Immigrant of the Day: Pamela Churchill Harriman (UK)
Pamela Churchill Harriman (1920–1997) was an English-born socialite who became a political activist for the Democratic Party and a diplomat. Her only child, Winston Churchill, is named after his famous grandfather.
Pamela Beryl Digby was born in Farnborough, Hampshire, England. In 1939, while working at the Foreign Office in London doing French to English translations, Pamela met Randolph Churchill, the son of Winston Churchill. They were married in 1939 and went to live with her in-laws at 10 Downing Street.
Pamela was married two other times. She married Averell Harriman, in September 1971. With this marriage, her social focus was moved to Washington, D.C., where he owned a townhouse in Georgetown from which they entertained the notables of the world. Harriman, a railroad tycoon, was wealthy. With Harriman’s involvement and links in the Democratic Party, Pamela’s political career got started.
Harriman became a U.S. citizen in 1971 and she became involved in the Democratic Party, creating a political action committee – named “Democrats for the 80s”, later “Democrats for the 90s”, and nicknamed “PamPAC.” In 1980, the National Women’s Democratic Club named her the Woman of the Year.
U.S. President Bill Clinton appointed her Ambassador to France in 1993. She died in Paris in 1997. The morning after her death in Paris, President Jacques Chirac of France placed the Grand Cross of the Legion of Honor on Mrs. Harriman’s flag-draped coffin. She was the first female foreign diplomat to receive this honor. President Bill Clinton dispatched Air Force One to return her body to the USA and spoke movingly at her funeral at the National Cathedral of Saints Peter & Paul in Washington DC.
Pamela’s Harriman’s life story has been the subject of a documentary film and a 1998 television movie The Life of the Party: The Pamela Harriman Story with Ann-Margret in the title role. Her life is recounted in Sally Bedel Smith, Reflected Glory: The Life of Pamela Churchill Harriman (1996) and Christopher Ogden, Life of the Party:the Biography of Pamela Digby Churchill Hayward Harriman (1994).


ACTIVITY >> An exact copy of the listing below is needed, with no pictures in it.

○ ○ ○ ○ ○

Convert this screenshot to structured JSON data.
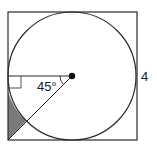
{
  "diagram": {
    "title": "",
    "angle_label": "45°",
    "side_label": "4",
    "colors": {
      "stroke": "#2a2a2a",
      "shaded_region": "#7a7a7a",
      "background": "#ffffff"
    },
    "elements": {
      "square": {
        "side": "4"
      },
      "circle": {
        "inscribed": true
      },
      "center_point": true,
      "radius_to_left": {
        "horizontal": true,
        "right_angle_marker": true
      },
      "diagonal_line": {
        "angle_with_horizontal": "45°",
        "to": "bottom-left corner"
      },
      "shaded_region": "region between circle, left side of square, and diagonal near bottom-left corner"
    }
  }
}
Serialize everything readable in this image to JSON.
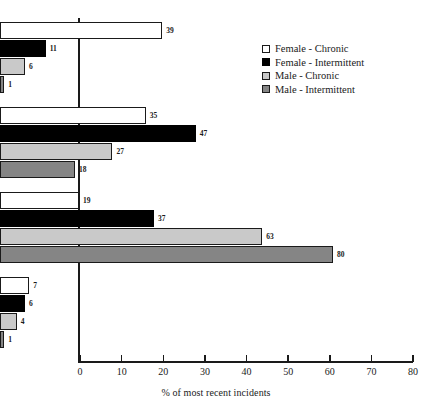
{
  "chart_data": {
    "type": "bar",
    "orientation": "horizontal",
    "title": "",
    "xlabel": "% of most recent incidents",
    "ylabel": "",
    "xlim": [
      0,
      80
    ],
    "xticks": [
      0,
      10,
      20,
      30,
      40,
      50,
      60,
      70,
      80
    ],
    "grid": false,
    "legend_position": "top-right-inside",
    "categories": [
      "A crime",
      "Wrong but not a crime",
      "Just something that happens",
      "Unsure"
    ],
    "category_lines": [
      [
        "A crime"
      ],
      [
        "Wrong but",
        "not a crime"
      ],
      [
        "Just",
        "something",
        "that happens"
      ],
      [
        "Unsure"
      ]
    ],
    "series": [
      {
        "name": "Female - Chronic",
        "color": "#ffffff",
        "values": [
          39,
          35,
          19,
          7
        ]
      },
      {
        "name": "Female - Intermittent",
        "color": "#000000",
        "values": [
          11,
          47,
          37,
          6
        ]
      },
      {
        "name": "Male - Chronic",
        "color": "#c9c9c9",
        "values": [
          6,
          27,
          63,
          4
        ]
      },
      {
        "name": "Male - Intermittent",
        "color": "#858585",
        "values": [
          18,
          18,
          80,
          1
        ]
      }
    ],
    "values_by_group": [
      [
        39,
        11,
        6,
        1
      ],
      [
        35,
        47,
        27,
        18
      ],
      [
        19,
        37,
        63,
        80
      ],
      [
        7,
        6,
        4,
        1
      ]
    ]
  },
  "axis": {
    "tick_labels": [
      "0",
      "10",
      "20",
      "30",
      "40",
      "50",
      "60",
      "70",
      "80"
    ],
    "title": "% of most recent incidents"
  },
  "legend": {
    "items": [
      {
        "label": "Female - Chronic"
      },
      {
        "label": "Female - Intermittent"
      },
      {
        "label": "Male - Chronic"
      },
      {
        "label": "Male - Intermittent"
      }
    ]
  }
}
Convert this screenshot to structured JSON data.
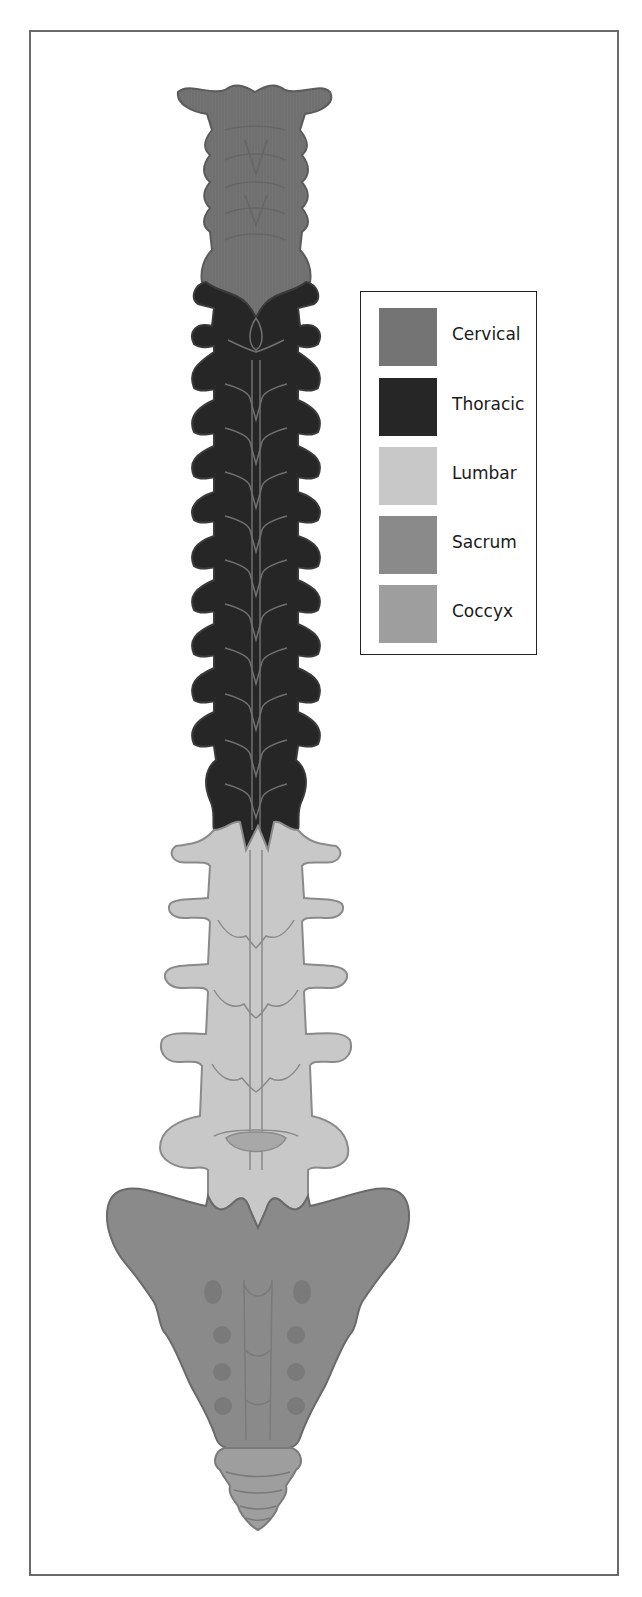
{
  "figure": {
    "regions": [
      {
        "key": "cervical",
        "label": "Cervical",
        "color": "#747474"
      },
      {
        "key": "thoracic",
        "label": "Thoracic",
        "color": "#262626"
      },
      {
        "key": "lumbar",
        "label": "Lumbar",
        "color": "#c8c8c8"
      },
      {
        "key": "sacrum",
        "label": "Sacrum",
        "color": "#8a8a8a"
      },
      {
        "key": "coccyx",
        "label": "Coccyx",
        "color": "#9e9e9e"
      }
    ]
  },
  "legend": {
    "items": [
      {
        "label": "Cervical",
        "color": "#747474"
      },
      {
        "label": "Thoracic",
        "color": "#262626"
      },
      {
        "label": "Lumbar",
        "color": "#c8c8c8"
      },
      {
        "label": "Sacrum",
        "color": "#8a8a8a"
      },
      {
        "label": "Coccyx",
        "color": "#9e9e9e"
      }
    ]
  }
}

○ ○ ○ ○ ○

WRITTEN ANSWER >>
Convert this screenshot to structured JSON data.
{
  "diagram": {
    "title": "",
    "angle_label": "45°",
    "side_label": "4",
    "colors": {
      "stroke": "#2a2a2a",
      "shaded_region": "#7a7a7a",
      "background": "#ffffff"
    },
    "elements": {
      "square": {
        "side": "4"
      },
      "circle": {
        "inscribed": true
      },
      "center_point": true,
      "radius_to_left": {
        "horizontal": true,
        "right_angle_marker": true
      },
      "diagonal_line": {
        "angle_with_horizontal": "45°",
        "to": "bottom-left corner"
      },
      "shaded_region": "region between circle, left side of square, and diagonal near bottom-left corner"
    }
  }
}
Serialize everything readable in this image to JSON.
{
  "chart_data": {
    "type": "bar",
    "orientation": "horizontal",
    "title": "",
    "xlabel": "% of most recent incidents",
    "ylabel": "",
    "xlim": [
      0,
      80
    ],
    "xticks": [
      0,
      10,
      20,
      30,
      40,
      50,
      60,
      70,
      80
    ],
    "grid": false,
    "legend_position": "top-right-inside",
    "categories": [
      "A crime",
      "Wrong but not a crime",
      "Just something that happens",
      "Unsure"
    ],
    "category_lines": [
      [
        "A crime"
      ],
      [
        "Wrong but",
        "not a crime"
      ],
      [
        "Just",
        "something",
        "that happens"
      ],
      [
        "Unsure"
      ]
    ],
    "series": [
      {
        "name": "Female - Chronic",
        "color": "#ffffff",
        "values": [
          39,
          35,
          19,
          7
        ]
      },
      {
        "name": "Female - Intermittent",
        "color": "#000000",
        "values": [
          11,
          47,
          37,
          6
        ]
      },
      {
        "name": "Male - Chronic",
        "color": "#c9c9c9",
        "values": [
          6,
          27,
          63,
          4
        ]
      },
      {
        "name": "Male - Intermittent",
        "color": "#858585",
        "values": [
          18,
          18,
          80,
          1
        ]
      }
    ],
    "values_by_group": [
      [
        39,
        11,
        6,
        1
      ],
      [
        35,
        47,
        27,
        18
      ],
      [
        19,
        37,
        63,
        80
      ],
      [
        7,
        6,
        4,
        1
      ]
    ]
  },
  "axis": {
    "tick_labels": [
      "0",
      "10",
      "20",
      "30",
      "40",
      "50",
      "60",
      "70",
      "80"
    ],
    "title": "% of most recent incidents"
  },
  "legend": {
    "items": [
      {
        "label": "Female - Chronic"
      },
      {
        "label": "Female - Intermittent"
      },
      {
        "label": "Male - Chronic"
      },
      {
        "label": "Male - Intermittent"
      }
    ]
  }
}
Convert this screenshot to structured JSON data.
{
  "figure": {
    "regions": [
      {
        "key": "cervical",
        "label": "Cervical",
        "color": "#747474"
      },
      {
        "key": "thoracic",
        "label": "Thoracic",
        "color": "#262626"
      },
      {
        "key": "lumbar",
        "label": "Lumbar",
        "color": "#c8c8c8"
      },
      {
        "key": "sacrum",
        "label": "Sacrum",
        "color": "#8a8a8a"
      },
      {
        "key": "coccyx",
        "label": "Coccyx",
        "color": "#9e9e9e"
      }
    ]
  },
  "legend": {
    "items": [
      {
        "label": "Cervical",
        "color": "#747474"
      },
      {
        "label": "Thoracic",
        "color": "#262626"
      },
      {
        "label": "Lumbar",
        "color": "#c8c8c8"
      },
      {
        "label": "Sacrum",
        "color": "#8a8a8a"
      },
      {
        "label": "Coccyx",
        "color": "#9e9e9e"
      }
    ]
  }
}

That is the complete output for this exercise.